Why go to a (technical) conference?

Conferences cost a lot of money.

Many are in the USD 2000-4000 range!  How can anyone afford that! No Budget! Boss doesn’t want me to take a week off!

Let’s turn that thinking around.

Is there something you saved for, worked hard for, and then bought? And that thing helped your life immensely?

In my life, it was a car. I lived out in the woods, away from employment and opportunity.  To get TO the opportunity, I had to get a car.  Having a car meant getting a chance at freedom and opportunity.

Once I had the car, I then could get to a job, where I could learn more and be trained. That earned more money, I then went to school, spent a LOT of money there, got trained, and got a better job! Rinse and repeat!

Rare today do we find ourselves in a job which allows us to grow with no training. Face it, many companies are short on training budgets, and they tend to want you to spend nothing.

In the free to minimal cost, I do have recommendations, such as Microsoft Virtual Academy and Pluralsight that have training.

One deficit with those options is interaction with peers, and the ability to get questions straight from the source.  That is where a conference can help.

I spent a full week in Seattle recently at an internal conference.

Many of the same actors at this conference present the top tracks at Microsoft public conferences such as Ignite or Build!

My SQL and Data Platform people will of course tout, rightly so, PASS Summit, put on by the Professional Association for SQL Server.

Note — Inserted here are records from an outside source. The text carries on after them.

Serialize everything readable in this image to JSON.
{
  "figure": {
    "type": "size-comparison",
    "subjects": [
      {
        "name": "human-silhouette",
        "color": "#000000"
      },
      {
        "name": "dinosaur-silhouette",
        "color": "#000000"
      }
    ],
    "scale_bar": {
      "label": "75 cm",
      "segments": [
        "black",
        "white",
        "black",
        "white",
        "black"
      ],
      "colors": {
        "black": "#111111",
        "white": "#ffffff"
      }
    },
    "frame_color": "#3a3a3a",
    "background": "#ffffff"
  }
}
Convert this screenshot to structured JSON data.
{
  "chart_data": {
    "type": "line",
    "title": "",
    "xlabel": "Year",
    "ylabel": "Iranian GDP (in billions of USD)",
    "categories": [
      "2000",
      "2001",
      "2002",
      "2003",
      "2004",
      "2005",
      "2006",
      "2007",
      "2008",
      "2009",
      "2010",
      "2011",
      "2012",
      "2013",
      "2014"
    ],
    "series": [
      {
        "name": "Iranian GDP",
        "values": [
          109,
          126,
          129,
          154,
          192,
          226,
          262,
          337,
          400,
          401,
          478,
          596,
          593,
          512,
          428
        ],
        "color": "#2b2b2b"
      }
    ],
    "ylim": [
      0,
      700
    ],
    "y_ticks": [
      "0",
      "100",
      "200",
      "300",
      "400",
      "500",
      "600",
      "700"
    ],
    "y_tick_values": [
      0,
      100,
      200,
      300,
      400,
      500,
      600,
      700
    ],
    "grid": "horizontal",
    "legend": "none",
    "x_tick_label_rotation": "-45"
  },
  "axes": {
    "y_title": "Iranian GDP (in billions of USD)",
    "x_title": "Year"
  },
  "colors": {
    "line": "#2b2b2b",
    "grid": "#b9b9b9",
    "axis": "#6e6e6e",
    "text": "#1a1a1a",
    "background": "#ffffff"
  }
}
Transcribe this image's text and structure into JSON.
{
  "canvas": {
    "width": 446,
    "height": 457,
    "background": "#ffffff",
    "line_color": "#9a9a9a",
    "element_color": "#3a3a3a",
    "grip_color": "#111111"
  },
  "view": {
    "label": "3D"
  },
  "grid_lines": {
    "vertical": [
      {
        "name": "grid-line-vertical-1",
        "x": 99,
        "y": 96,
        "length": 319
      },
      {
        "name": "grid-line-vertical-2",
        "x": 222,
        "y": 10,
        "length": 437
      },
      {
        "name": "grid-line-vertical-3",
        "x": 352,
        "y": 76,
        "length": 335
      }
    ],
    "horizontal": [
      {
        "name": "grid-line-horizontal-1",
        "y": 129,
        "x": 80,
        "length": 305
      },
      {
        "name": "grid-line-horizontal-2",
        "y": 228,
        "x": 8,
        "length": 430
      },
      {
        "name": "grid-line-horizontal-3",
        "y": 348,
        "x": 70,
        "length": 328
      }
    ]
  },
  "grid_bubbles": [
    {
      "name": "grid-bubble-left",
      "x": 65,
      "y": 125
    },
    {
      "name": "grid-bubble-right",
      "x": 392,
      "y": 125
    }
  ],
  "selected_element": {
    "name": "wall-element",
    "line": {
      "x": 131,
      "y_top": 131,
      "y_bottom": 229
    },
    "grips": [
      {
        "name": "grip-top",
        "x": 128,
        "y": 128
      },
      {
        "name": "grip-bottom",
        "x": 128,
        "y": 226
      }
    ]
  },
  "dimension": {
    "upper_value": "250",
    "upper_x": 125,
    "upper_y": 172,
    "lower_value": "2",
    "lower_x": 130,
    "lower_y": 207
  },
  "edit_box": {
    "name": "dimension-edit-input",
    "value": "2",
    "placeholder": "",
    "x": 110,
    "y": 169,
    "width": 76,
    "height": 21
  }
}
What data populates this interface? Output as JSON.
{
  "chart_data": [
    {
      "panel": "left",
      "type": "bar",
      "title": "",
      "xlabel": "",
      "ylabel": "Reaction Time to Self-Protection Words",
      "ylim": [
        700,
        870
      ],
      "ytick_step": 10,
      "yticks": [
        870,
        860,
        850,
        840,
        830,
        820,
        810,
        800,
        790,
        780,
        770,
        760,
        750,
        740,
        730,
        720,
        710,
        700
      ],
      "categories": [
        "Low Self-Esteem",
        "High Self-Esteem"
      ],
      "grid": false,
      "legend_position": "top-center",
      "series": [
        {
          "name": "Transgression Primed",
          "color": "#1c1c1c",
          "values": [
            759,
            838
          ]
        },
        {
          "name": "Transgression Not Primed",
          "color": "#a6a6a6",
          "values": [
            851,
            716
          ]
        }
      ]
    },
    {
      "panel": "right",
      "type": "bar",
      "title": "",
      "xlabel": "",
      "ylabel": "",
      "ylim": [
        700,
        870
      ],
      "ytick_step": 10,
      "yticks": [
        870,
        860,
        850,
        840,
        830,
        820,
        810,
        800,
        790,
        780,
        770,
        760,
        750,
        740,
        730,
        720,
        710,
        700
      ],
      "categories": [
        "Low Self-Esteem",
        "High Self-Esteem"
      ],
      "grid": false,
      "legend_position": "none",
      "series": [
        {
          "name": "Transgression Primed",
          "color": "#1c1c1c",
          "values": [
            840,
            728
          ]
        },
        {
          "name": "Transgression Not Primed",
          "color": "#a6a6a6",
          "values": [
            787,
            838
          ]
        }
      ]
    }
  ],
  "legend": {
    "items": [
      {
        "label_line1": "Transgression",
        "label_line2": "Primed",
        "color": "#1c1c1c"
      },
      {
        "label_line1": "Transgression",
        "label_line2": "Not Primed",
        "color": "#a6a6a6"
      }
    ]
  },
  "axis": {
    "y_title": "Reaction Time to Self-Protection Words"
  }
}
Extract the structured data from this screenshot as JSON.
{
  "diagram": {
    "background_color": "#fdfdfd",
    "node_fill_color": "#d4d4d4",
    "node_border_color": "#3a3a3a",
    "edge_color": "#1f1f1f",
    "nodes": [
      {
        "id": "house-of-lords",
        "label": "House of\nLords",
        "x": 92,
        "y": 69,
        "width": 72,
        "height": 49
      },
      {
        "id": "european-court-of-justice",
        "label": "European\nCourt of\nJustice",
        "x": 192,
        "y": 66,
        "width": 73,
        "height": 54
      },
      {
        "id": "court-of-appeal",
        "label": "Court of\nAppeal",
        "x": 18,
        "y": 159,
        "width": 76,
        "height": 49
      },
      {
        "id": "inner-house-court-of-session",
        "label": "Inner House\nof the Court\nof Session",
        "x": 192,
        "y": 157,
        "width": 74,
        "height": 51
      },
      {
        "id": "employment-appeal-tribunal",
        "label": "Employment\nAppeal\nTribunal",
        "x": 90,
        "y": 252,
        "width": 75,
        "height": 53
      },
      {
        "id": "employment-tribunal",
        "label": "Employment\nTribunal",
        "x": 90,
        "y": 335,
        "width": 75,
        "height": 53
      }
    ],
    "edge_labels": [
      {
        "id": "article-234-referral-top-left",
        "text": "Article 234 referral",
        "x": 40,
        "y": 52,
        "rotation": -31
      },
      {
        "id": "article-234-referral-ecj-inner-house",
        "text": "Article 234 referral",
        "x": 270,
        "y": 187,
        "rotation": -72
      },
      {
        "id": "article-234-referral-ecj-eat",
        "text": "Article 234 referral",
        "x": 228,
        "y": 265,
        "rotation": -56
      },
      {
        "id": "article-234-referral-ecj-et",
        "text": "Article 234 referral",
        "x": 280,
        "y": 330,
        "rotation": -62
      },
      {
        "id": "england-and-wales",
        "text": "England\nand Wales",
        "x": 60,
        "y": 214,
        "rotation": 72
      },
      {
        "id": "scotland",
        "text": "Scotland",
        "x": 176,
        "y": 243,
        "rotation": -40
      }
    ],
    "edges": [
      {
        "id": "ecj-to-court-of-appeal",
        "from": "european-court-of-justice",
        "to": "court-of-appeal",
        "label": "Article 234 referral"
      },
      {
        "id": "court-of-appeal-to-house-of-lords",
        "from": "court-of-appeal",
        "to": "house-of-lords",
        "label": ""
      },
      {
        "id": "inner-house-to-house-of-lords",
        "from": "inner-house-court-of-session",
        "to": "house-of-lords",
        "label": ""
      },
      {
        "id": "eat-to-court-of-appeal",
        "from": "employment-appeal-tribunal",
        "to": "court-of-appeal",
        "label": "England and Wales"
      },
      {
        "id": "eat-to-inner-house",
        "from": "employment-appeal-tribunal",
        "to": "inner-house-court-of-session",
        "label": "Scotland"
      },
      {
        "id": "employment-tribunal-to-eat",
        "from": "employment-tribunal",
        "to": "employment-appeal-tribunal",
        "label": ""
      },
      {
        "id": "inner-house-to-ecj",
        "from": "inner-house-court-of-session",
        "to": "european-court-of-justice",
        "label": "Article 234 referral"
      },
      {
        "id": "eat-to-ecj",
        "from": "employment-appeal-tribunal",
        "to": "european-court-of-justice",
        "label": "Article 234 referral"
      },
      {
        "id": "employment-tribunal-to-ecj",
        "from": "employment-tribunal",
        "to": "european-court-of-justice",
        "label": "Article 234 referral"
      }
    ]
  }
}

I know of friends who also put on the IT/Dev Connections conference, and there are smaller ones as well.  I mention this one, because I attended IT connections in 2005, met the great Kimberly Tripp, and it inspired me that SQL Server could be FUN and I could do a lot with it.

A few years after attending that conference, with some experience mixed in, I am a technical seller at Microsoft! I also speak at smaller venues, and had the privilege of speaking at our internal technical conference last year!

Why go to a conference?

You will learn a lot, you will meet the experts, and you can take that knowledge and networking with others to help you move forward and up in your career.

It helped me. It can help you. And later on, you can then help others.  That is the best reward.

Thank you!

Unknown's avatar

About George Walters

Director, Data and AI Specialist in Health and Life Sciences on Major accounts. Keynote speaker, father, and not-for-profit board member.
This entry was posted in Conferences, Data and tagged , , , , , , , . Bookmark the permalink.